Goodhart-Rendel started his career as an architect from 1909 onwards. In 1915 he was commissioned in the special reserve Grenadier Guards. He resumed his architectural practice in London in 1919. In 1924-5 he was President of the Architectural Association and in 1937-9 of the Royal Institute of British Architects. During the Second World War Goodhart-Rendel rejoined his regiment. In 1945 he started working in an architectural practice with his partners H Lewis Curtis (since 1930) and FG Broadbent (since 1945). Goodhart-Rendel's work was greatly influenced by nineteenth century architecture, and he had an extensive knowledge of the Victorian Gothic revival.
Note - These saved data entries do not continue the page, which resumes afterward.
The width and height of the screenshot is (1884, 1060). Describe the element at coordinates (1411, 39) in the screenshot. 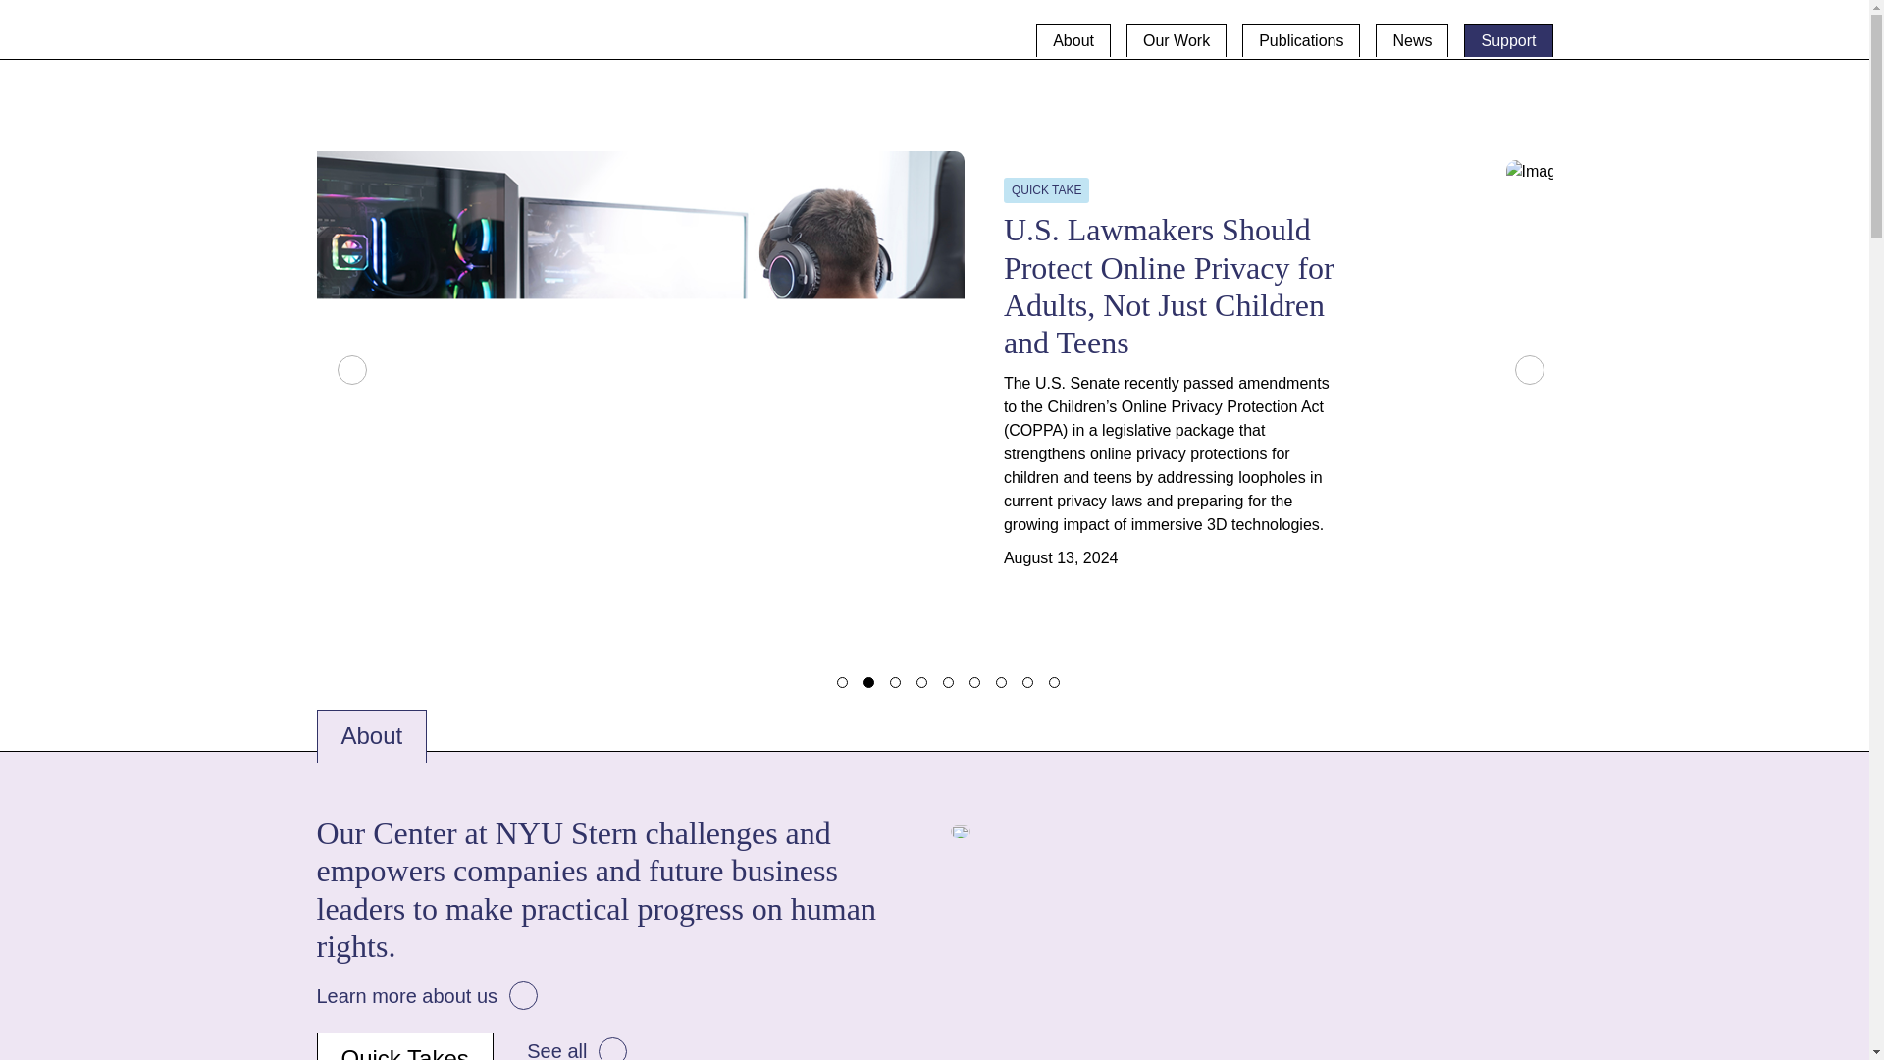

I see `News` at that location.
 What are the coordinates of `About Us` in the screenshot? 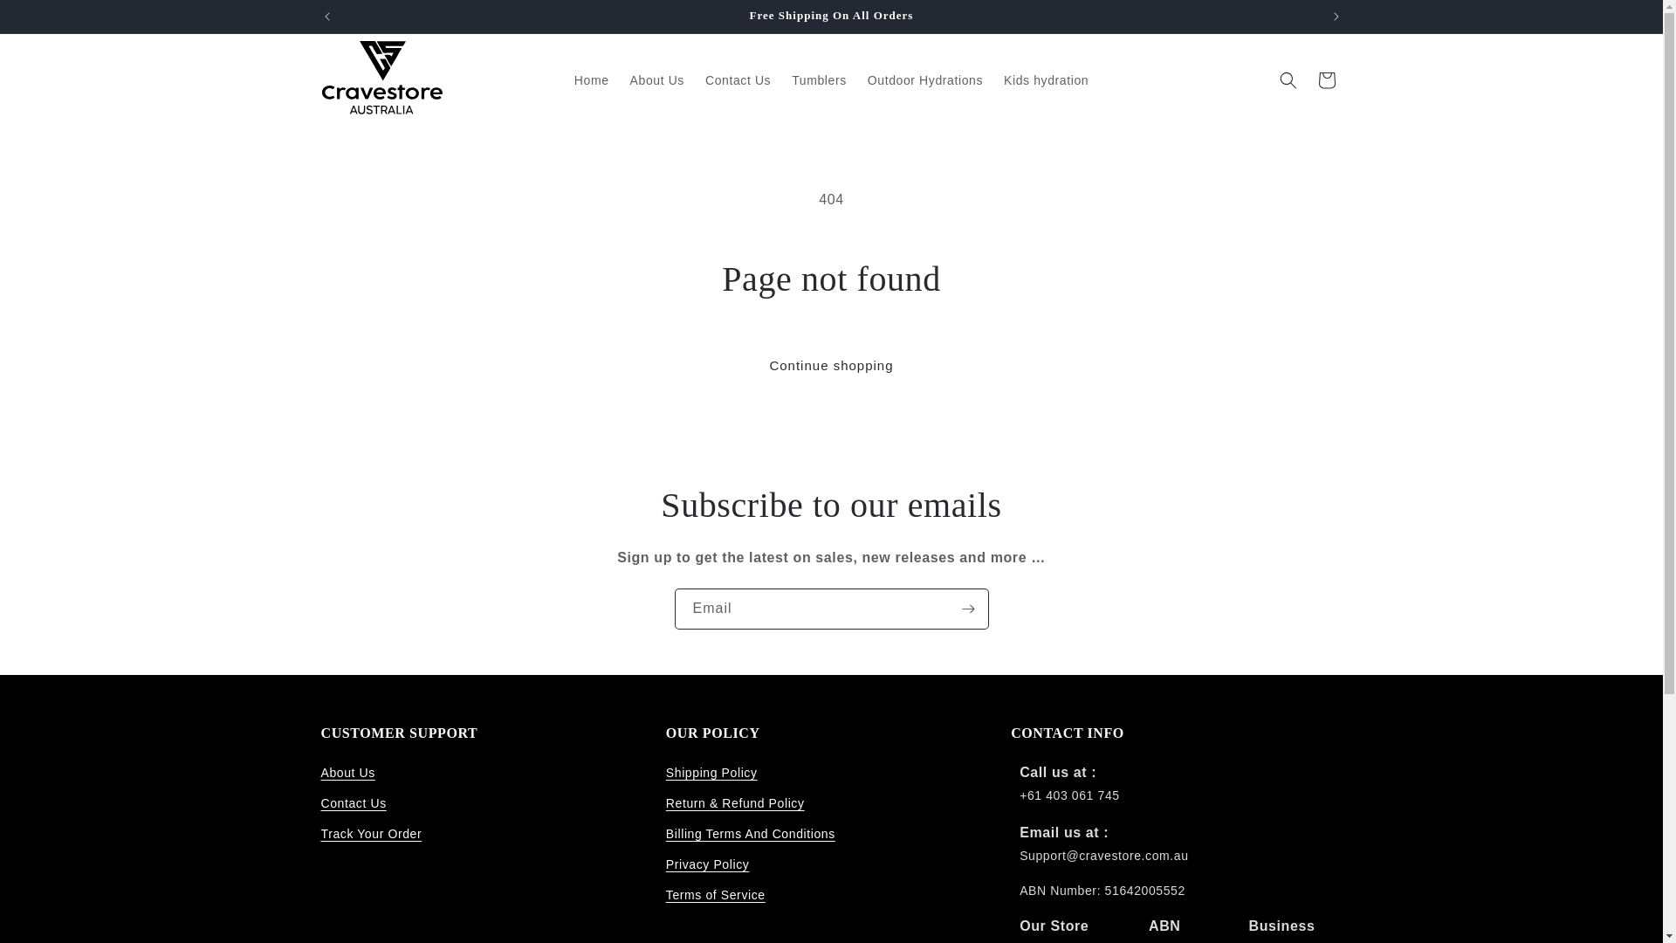 It's located at (657, 80).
As such he became a successful designer for restorations and extensions. Some of his work also echoes the style of Sir Edwin Lutyens. He is best known for his church designs, mostly dating from after 1945.

SOURCES
Oxford DNB (entry for HS Goodhart-Rendel: http://www.oxforddnb.com/view/article/33455
D Watkin, The rise of architectural history (1980), pp 165-169.
M Forsyth, Bath (Pevsner Architectural Guides 2003), pp 267-268.
Historic documentation, including photographs, plans and drawings, supplied on behalf of the owner of the Chapel from their private collection and the Bath Records Office.

REASONS FOR DESIGNATION
The Chapel at the Royal High School in Bath merits listing at Grade II for the following main reasons:
* It is a good example of a church by the nationally important architect HS Goodhart-Rendell, in which his early ideas on church design as further developed after 1945, are expressed.
* Its austere but elegant overall design and its architectural detailing are of a high quality and it makes interesting use of natural light.
* The fact that the interior of Goodhart-Rendell's earliest church, St Wilfrid's, Elm Grove, Brighton (qv) of 1934-5, has mostly been lost due to its conversion into flats, gives added importance to the survival of the Chapel at the Royal High School.
* It forms an important group with the mid-C19 Royal High School building (qv) in the Gothic Revival style.